By: David Kanter (dkanter.delete@this.realworldtech.com), January 29, 2013 1:35 pm
Room: Moderated Discussions
Richard Cownie (tich.delete@this.pobox.com) on January 29, 2013 7:01 am wrote:
> Michael S (already5chosen.delete@this.yahoo.com) on January 29, 2013 6:09 am wrote:
>
> > How competition from low-margin Qualcomm is different from competition from low-margin
> > AMD server chips? Of from Intel's own medium-margin Xeon-E3 line?
>
> AMD did in fact put a dent in Intel's server business when they had relatively
> good throughput-per-dollar, plus innovations like better virtualization support.
> But over the last few years their cores have been
> too slow to match up, without offering the system-level advantages in
> throughput-per-watt and throughput-per-1U-rack that ARM-based products are
> likely to offer.
Why can't Intel match these? I mean, they certainly can slap together a pile of Atom cores, memory controllers, PCI-E, networking and SATA controller.
> And AMD's business model - sell something not quite as good
> as Intel's product, for a bit less - is not at all like the hyper-competitive
> ARM mobile-cpu business.
> They also established a bad reputation for missing schedules and delivering
> parts which didn't perform as predicted - again, competitors emerging from
> the ARM mobile space have probably already learnt that lesson.
Except most of them have 0 experience with server processors, platforms, etc. and are subject to potential foundry delays.
> Competition from Intel's mid-range parts is definitely a factor, and that comes
> down to Intel's internal decisions about whether they're willing to cannibalize
> their own ultra-high-margin server cpu business before someone else eats it.
> I could easily imagine that Intel might retain their 85% market share, but only
> at much lower ASP and lower margin, if they're willing to accept that.
Intel already offers 4C/8T Xeon processors for around $200 list. That's really really inexpensive and I don't see how an ARM vendor is going to compete well.
While $200 sounds like a lot, there's an awful lot of unique NRE for server stuff. It's not like you can just use the same memory controllers for a cell phone and a server.

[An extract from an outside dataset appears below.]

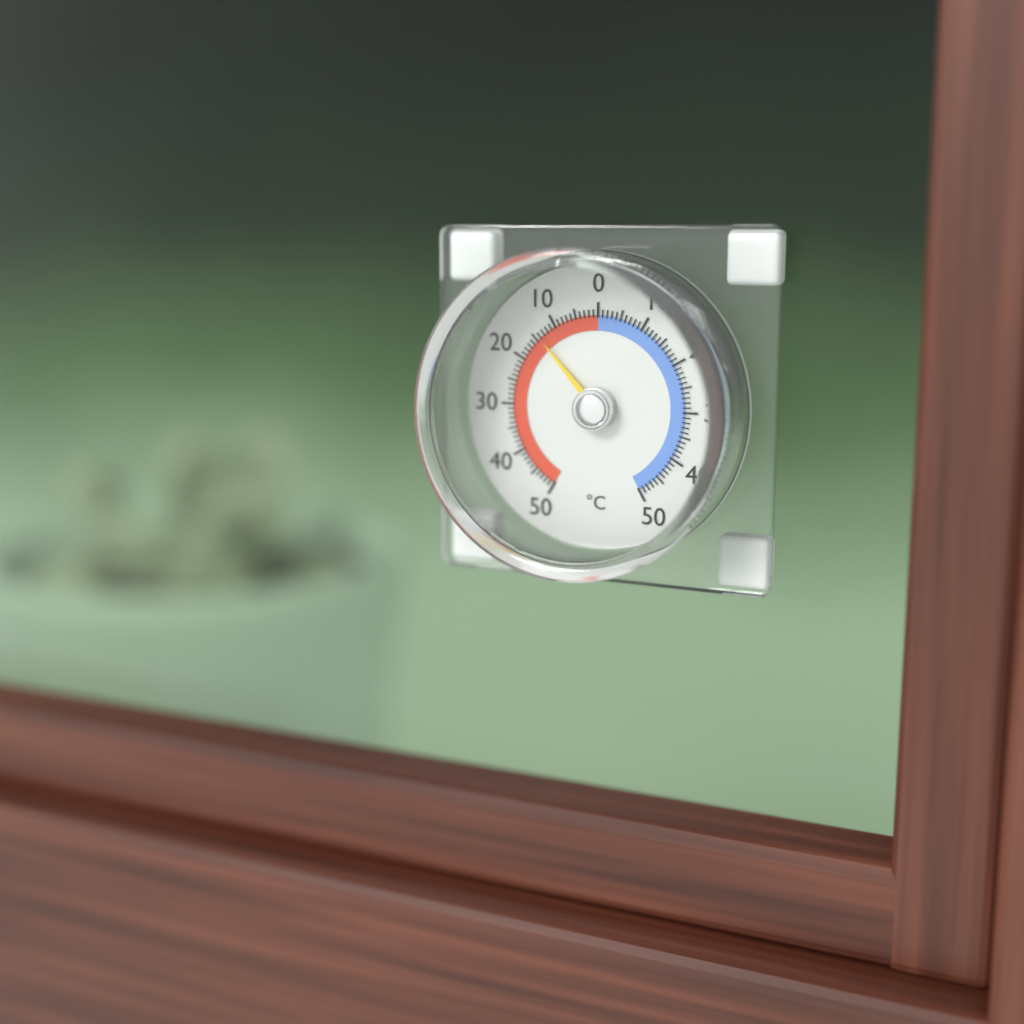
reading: 14 °C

> The one thing I can see that might change this would be for Intel to come up with
> a much better main-memory technology (and I guess die-stacking might be a possibility):
> but if everyone is stuck with the same DDR3/DDR4 standard, with the same number
> of pins and the same effective-bandwidth-per-pin, then they're all going to be in
> the same ballpark for server throughput, regardless of ISA and process-node
> differences.
That ignores caching and potentially compute bound apps. Also, there's no reason to assume that everyone designs equally competent memory controllers. The evidence really points in the other direction.
David
> Michael S (already5chosen.delete@this.yahoo.com) on January 29, 2013 6:09 am wrote:
>
> > How competition from low-margin Qualcomm is different from competition from low-margin
> > AMD server chips? Of from Intel's own medium-margin Xeon-E3 line?
>
> AMD did in fact put a dent in Intel's server business when they had relatively
> good throughput-per-dollar, plus innovations like better virtualization support.
> But over the last few years their cores have been
> too slow to match up, without offering the system-level advantages in
> throughput-per-watt and throughput-per-1U-rack that ARM-based products are
> likely to offer.
Why can't Intel match these? I mean, they certainly can slap together a pile of Atom cores, memory controllers, PCI-E, networking and SATA controller.

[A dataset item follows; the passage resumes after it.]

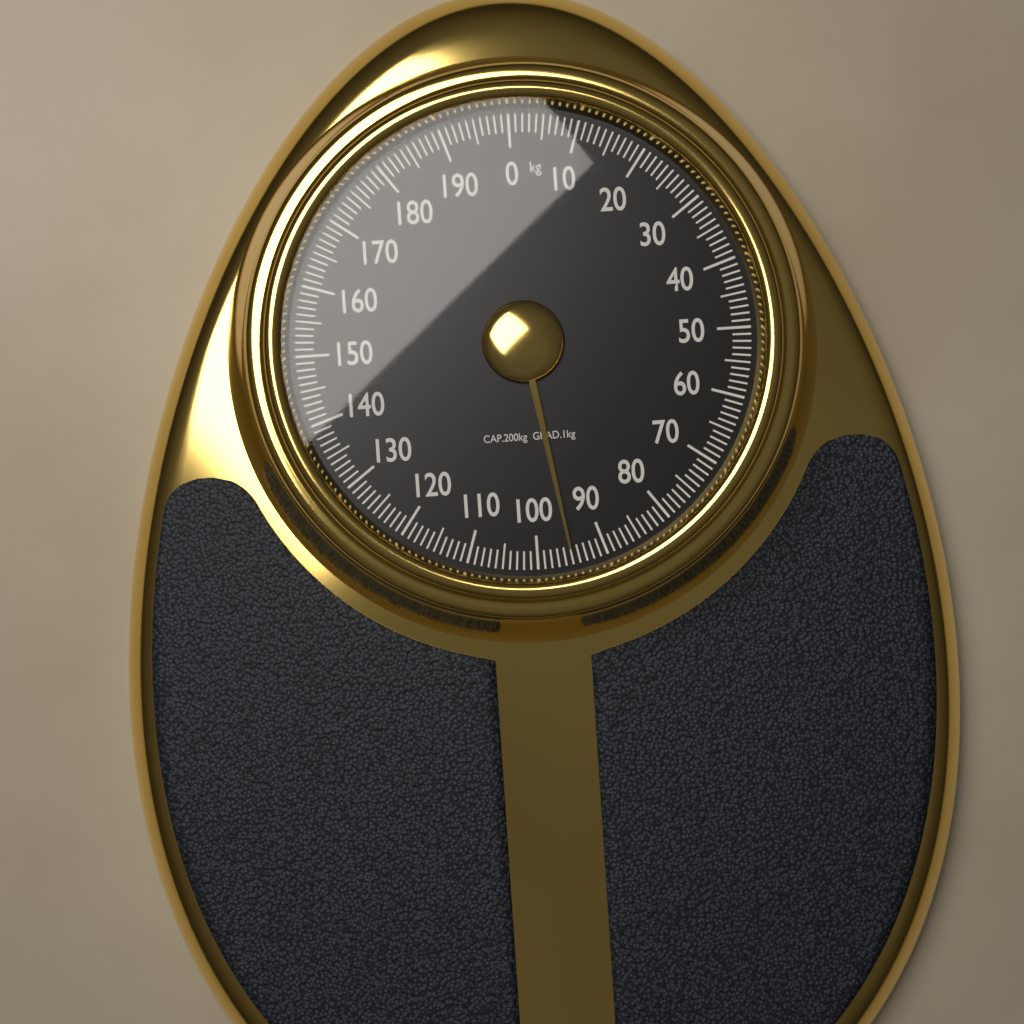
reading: 95 kg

> And AMD's business model - sell something not quite as good
> as Intel's product, for a bit less - is not at all like the hyper-competitive
> ARM mobile-cpu business.
> They also established a bad reputation for missing schedules and delivering
> parts which didn't perform as predicted - again, competitors emerging from
> the ARM mobile space have probably already learnt that lesson.
Except most of them have 0 experience with server processors, platforms, etc. and are subject to potential foundry delays.
> Competition from Intel's mid-range parts is definitely a factor, and that comes
> down to Intel's internal decisions about whether they're willing to cannibalize
> their own ultra-high-margin server cpu business before someone else eats it.
> I could easily imagine that Intel might retain their 85% market share, but only
> at much lower ASP and lower margin, if they're willing to accept that.
Intel already offers 4C/8T Xeon processors for around $200 list. That's really really inexpensive and I don't see how an ARM vendor is going to compete well.
While $200 sounds like a lot, there's an awful lot of unique NRE for server stuff. It's not like you can just use the same memory controllers for a cell phone and a server.
> The one thing I can see that might change this would be for Intel to come up with
> a much better main-memory technology (and I guess die-stacking might be a possibility):
> but if everyone is stuck with the same DDR3/DDR4 standard, with the same number
> of pins and the same effective-bandwidth-per-pin, then they're all going to be in
> the same ballpark for server throughput, regardless of ISA and process-node
> differences.
That ignores caching and potentially compute bound apps. Also, there's no reason to assume that everyone designs equally competent memory controllers. The evidence really points in the other direction.